__Directions__
Return each line of the records with nothing changed, pictures excepted.

===== Dataset entries =====

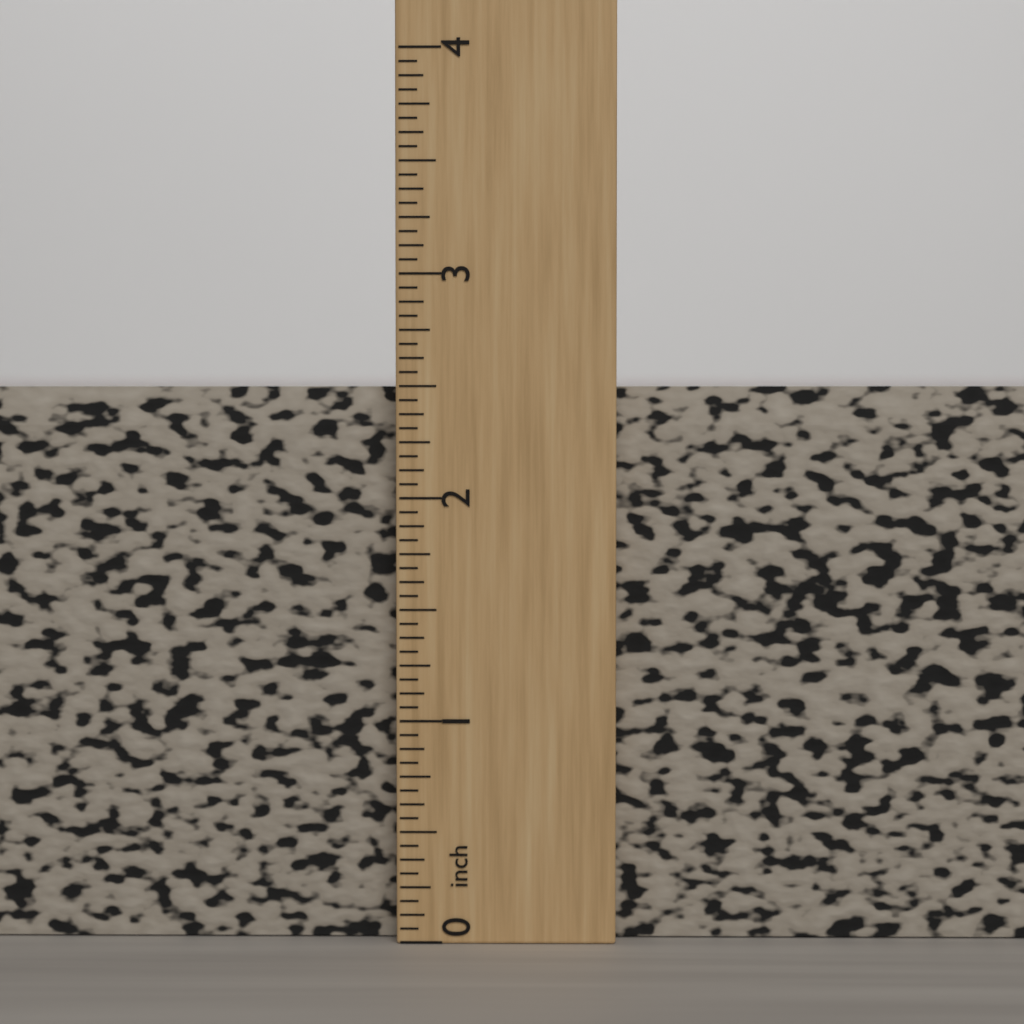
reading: 2.5000 inch
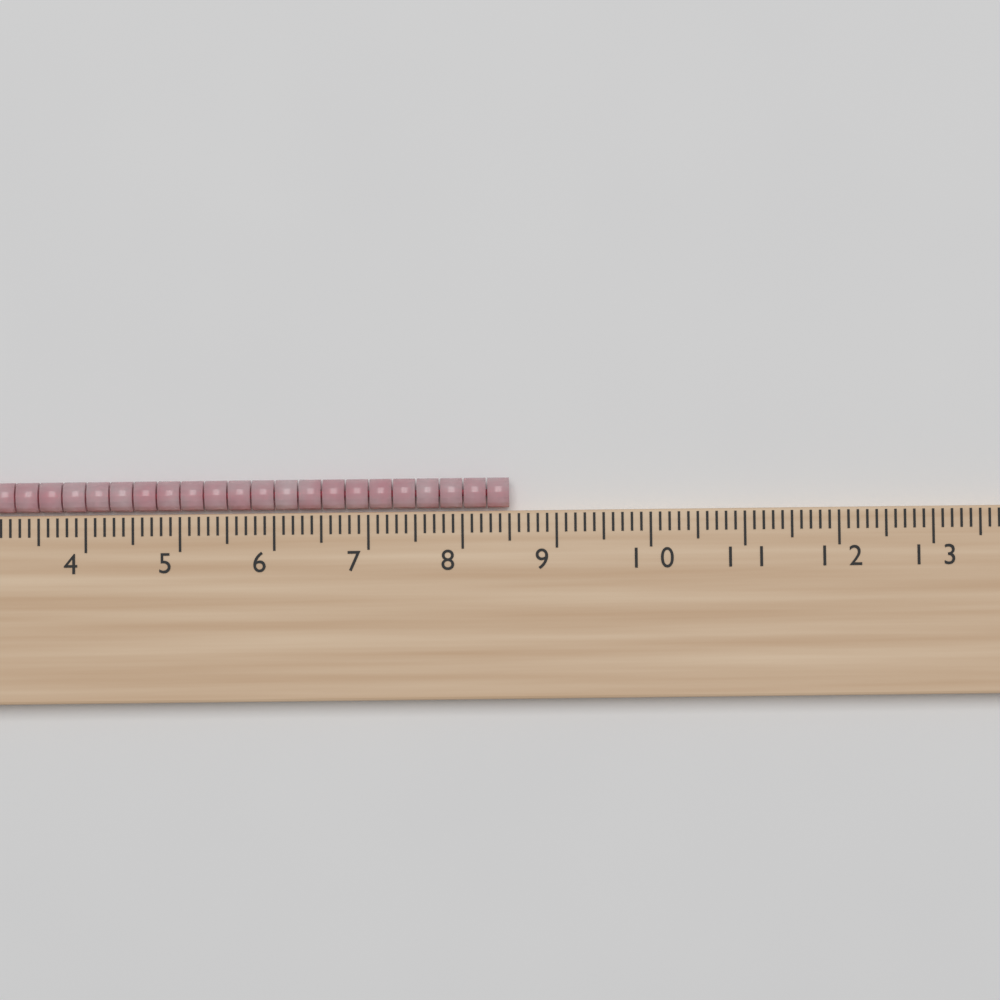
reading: 8.5 cm
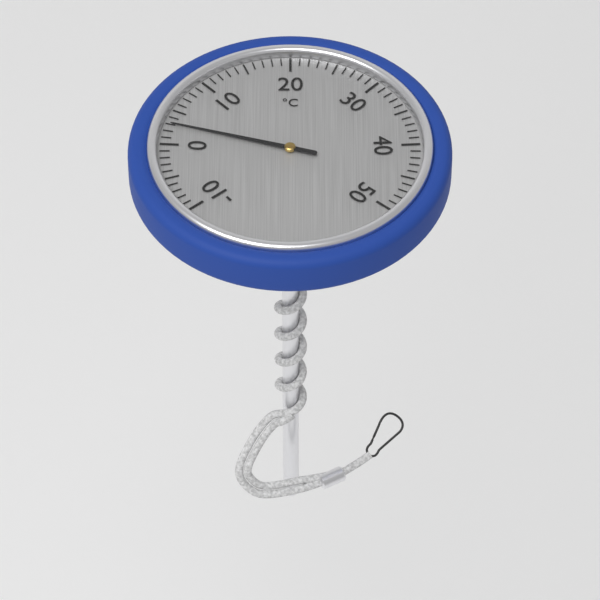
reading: 3 °C
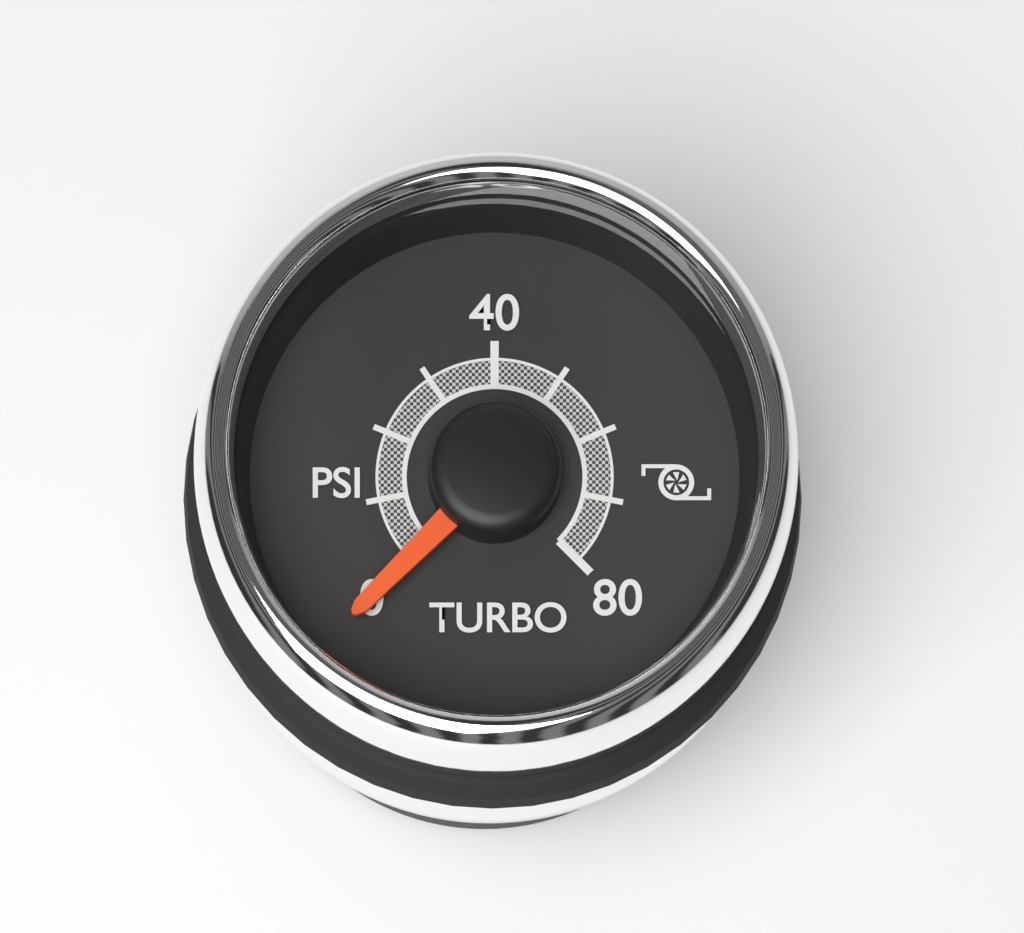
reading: 0 psi
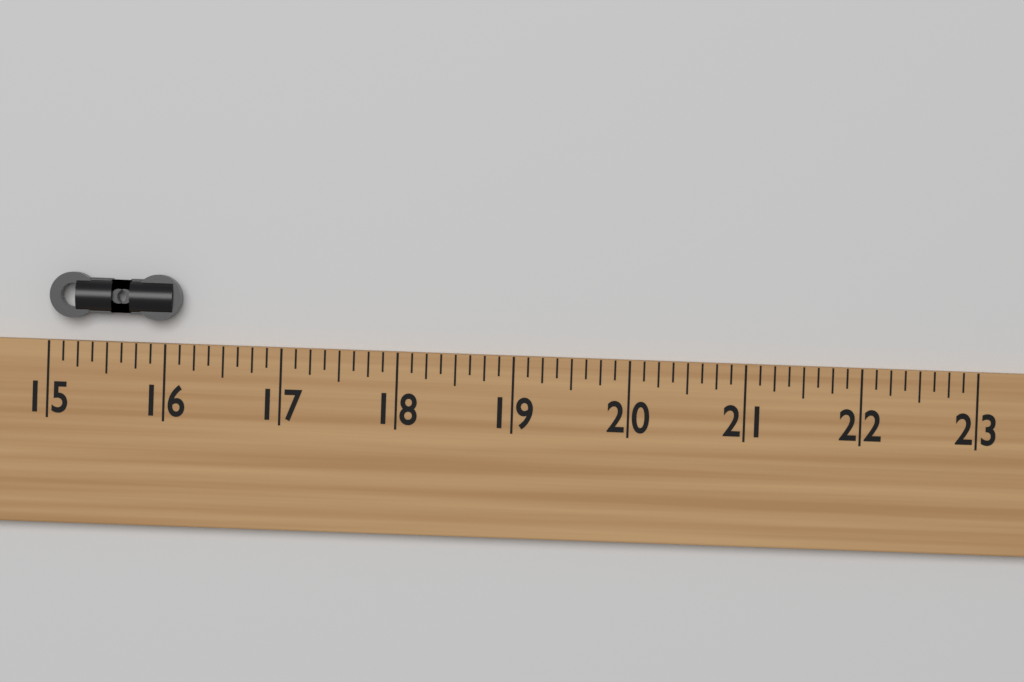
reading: 16.125 (no unit)
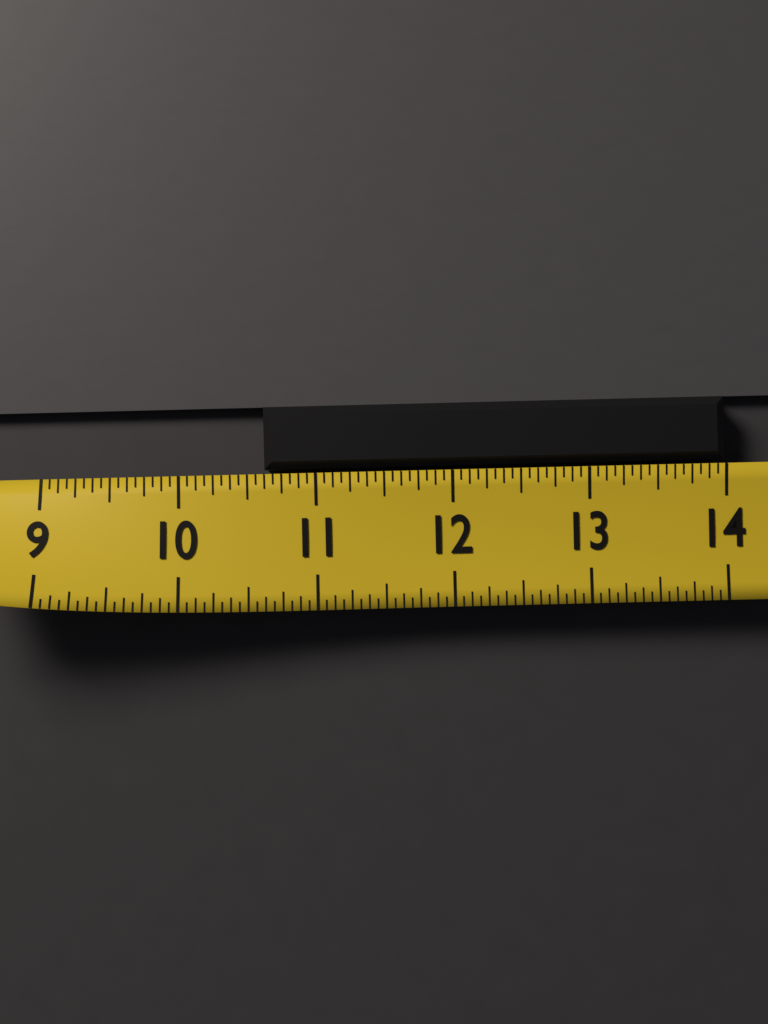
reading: 10.6250 (no unit)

=====

__Output of the task__
reading: 2.5000 inch
reading: 8.5 cm
reading: 3 °C
reading: 0 psi
reading: 16.125 (no unit)
reading: 10.6250 (no unit)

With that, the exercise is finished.